Which is better Zookeeper or Eureka?

  • 2021-06-28 12:32:48
  • OfStack

Which is better, Zookeeper or Eureka?

1. CAP Theory

A distributed system cannot satisfy the three requirements of 1 consistency, availability, and partition fault tolerance at the same time

C: Data 1 Consistency: Ensure all data is synchronized

A: Availability: To ensure that the requested data responds properly at any time

P: Partition fault tolerance: When network communication fails, the cluster is still available and will not affect the normal operation of the entire system because a node is hanging or has problems

Network partitioning is unavoidable for distributed systems, so partition fault tolerance is required, that is, for CAP3, P is required

2. Zookeeper guarantees the CP principle

When we query the registry for the list of services, we can tolerate the registration information returned by the registry a few minutes ago, but we can't accept that the service down is not available directly.That is, the service registration function requires more than 1 consistency for availability.However, there is a case with zookeeper where the remaining master nodes will be re-elected for leader when they lose contact with other nodes due to network failure.The problem is that it took too long to elect leader, 30-120 s, and the entire zookeeper cluster was unavailable during the election, which resulted in paralysis of service during the election.In a cloud deployment environment, it is more likely that zookeeper clusters will lose their master nodes due to network problems. Although services can ultimately be restored, the long-term unavailability of registration due to long election times is intolerable.
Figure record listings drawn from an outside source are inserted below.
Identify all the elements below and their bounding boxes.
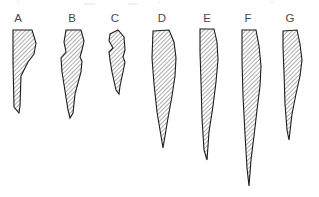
specimen-label-f: F bbox=[244, 12, 251, 24]
specimen-label-c: C bbox=[111, 12, 119, 24]
specimen-label-a: A bbox=[14, 12, 22, 24]
specimen-label-b: B bbox=[68, 12, 76, 24]
specimen-label-d: D bbox=[158, 12, 166, 24]
specimen-label-e: E bbox=[203, 12, 211, 24]
figure-plate: Comparative outlines of seven hatched bl… bbox=[0, 0, 319, 197]
specimen-outline-diagram: Comparative outlines of seven hatched bl… bbox=[0, 0, 319, 197]
specimen-label-g: G bbox=[286, 12, 295, 24]
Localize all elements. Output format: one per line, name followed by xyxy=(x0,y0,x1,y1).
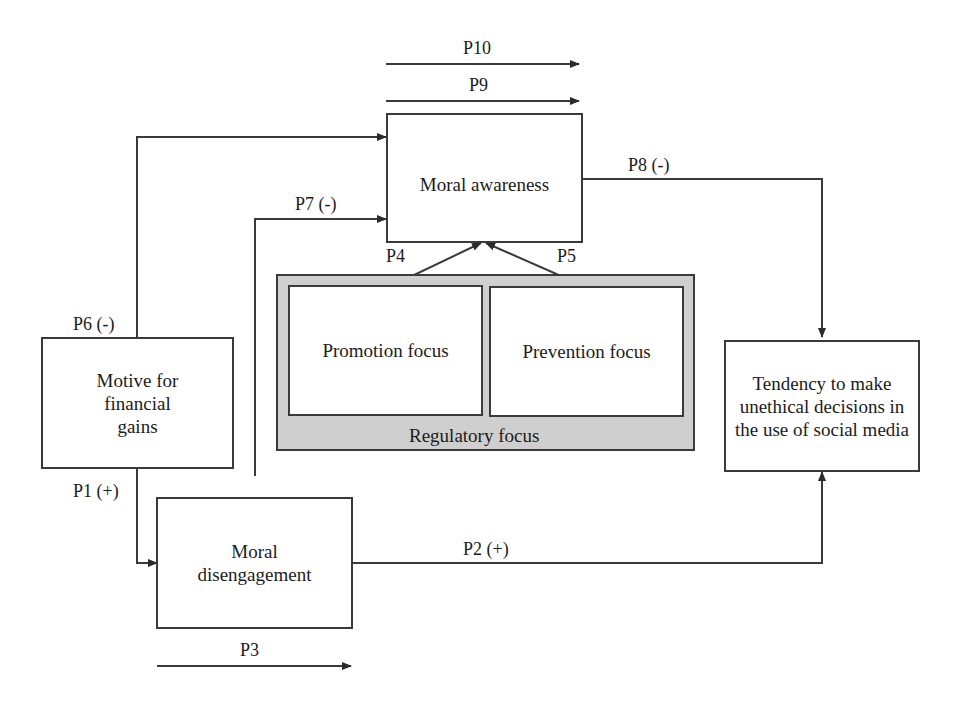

3. Eureka guarantees AP principle

Eureka guarantees availability first.Each node of Eureka is equal. Hanging a few nodes will not affect the normal work of the node. The remaining nodes can still provide registration and query services.Eureka's client will automatically switch to another node if it registers with an Eureka or discovers a connection failure. As long as one Eureka is still available, the registration service will be available (guaranteed to be highly available), although the information queried may not be up-to-date (strong 1 consistency is not guaranteed).In addition, Eureka has a self-protection mechanism. If more than 85% of the nodes do not have a normal heartbeat within 15 minutes, Eureka assumes that there is a network failure between the client and the registry. The following situations occur:

1.Eureka no longer removes services from the registration list that should expire due to prolonged heartbeat confiscation

2.Eureka will still be able to accept registration and query requests for new services, but will not be synchronized to other nodes (that is, to ensure that the current node is still available)

3. When the network is stable, new registration information for the current instance will be synchronized to other nodes

Therefore, Eureka can cope well with network failures that cause some nodes to lose contact without paralysing the entire registration service as zookeeper does.